What Are Accounting Controls?
Accounting controls consists of the methods and procedures that are implemented by a firm to help ensure the validity and accuracy of its financial statements. The accounting controls do not ensure compliance with laws and regulations, but rather are designed to help a company operate in the best possible manner for all stakeholders.
Key Takeaways
- Accounting controls are put in place to ensure a firm operates efficiently, aboveboard, and provides accurate financial statements.
- The compliance with laws and regulations are not the purpose of accounting controls, but rather to help a company be the best version of itself for all stakeholders.
- The three main areas of accounting controls are detective controls, preventive controls, and corrective controls.
- The Sarbanes-Oxley Act is a piece of regulation drafted to ensure financial reporting avoids any fraudulent activity.
Understanding Accounting Controls
The purpose of implementing accounting controls in a firm is to ensure that all areas in an organization avoid fraud and other issues, improve efficiency, accuracy, and compliance. Every firm will have different accounting controls in place, depending on their type of business, however, there are three traditional areas that are the most common when it comes to accounting controls: detective controls, preventive controls, and corrective controls.
Types of Accounting Controls
Detective Controls
The controls in this category are meant to seek out any current practices that don’t align with the policies and procedures in place. The goal here is to find any areas that are not functioning as they ought to, if employees are accidentally or purposefully practicing incorrect or illegal actions, or detecting any errors in systems or accounting practices. Examples of detective controls would include inventory checks and internal audits.
Preventive Controls
Preventive controls are simply the controls that have been put in place by an organization to avoid any inaccuracies or incorrect practices. These are the policies and procedures that all employees must follow.

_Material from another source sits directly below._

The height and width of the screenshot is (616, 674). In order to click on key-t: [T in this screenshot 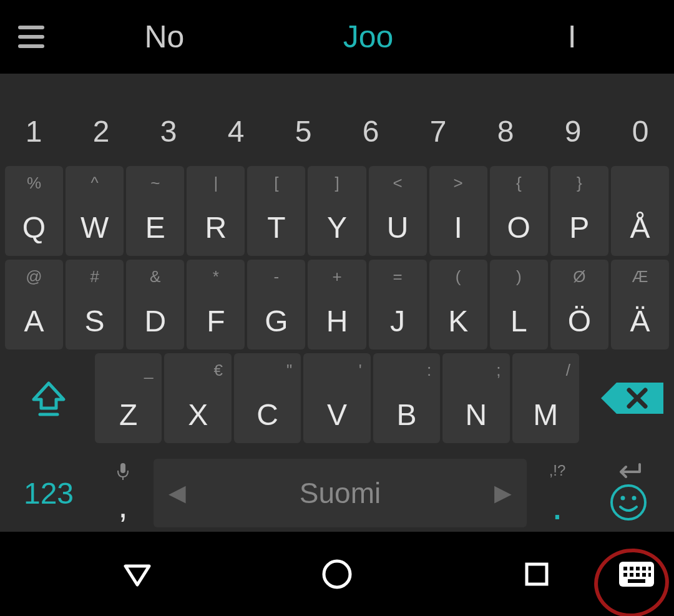, I will do `click(276, 211)`.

An example of a preventive control would be limiting management’s involvement in the preparation of financial statements. Sometimes it’s helpful for management to be involved since they generally know the company better than anyone. But final say on numbers should be in the hands of an accountantbecause management may have the incentive to distort numbers to inflate the company’s performance.
This idea is implemented throughout an organization as the separation of duties, where employees have different tasks that don’t overlap in areas of reporting or auditing, for example.
Corrective Controls
As the name suggests, corrective controls are put in place to fix any issues found through detective controls. These can also include remedying any issues made on accounting books after the audit process has been completed by an accountant.
The Sarbanes-Oxley Act’s Impact on Accounting Controls
Following several high profile corporate accounting scandals at EnronTyco, and WorldCom, from 2000 to 2002, regulators wanted to usher in a new era of heightened financial and operational protocols. To restore investor trust, it was widely accepted that a new culture was required. A host of accounting and financial reporting breakdowns were already in place, but the most pressing issues involved auditor conflicts of interest, weak boardrooms, conflicts among security analysts, limited resources at regulatory agencies, and executive compensation, to name but a few.
To help address these issues, the U.S. Congress passed the Sarbanes-Oxley Act in 2002. The federal law established new or expanded requirements for all U.S. public company boards, management, and public accounting firms. The bill set forth expected responsibilities of a public corporation’s board of directors, added criminal penalties for certain misconduct, and required the Securities and Exchange Commission (SEC) to create regulations that defined how public corporations must comply with the law.
Accounting control systems do not work under one size fits all scenarios. Research on the relationship between business strategies and accounting-based control systems finds organizational design and corporate culture to play a significant role in a business’s success. Consensus agrees that to maximize firm performance, accounting control systems should be designed specifically to suit the unique business strategies of different entities.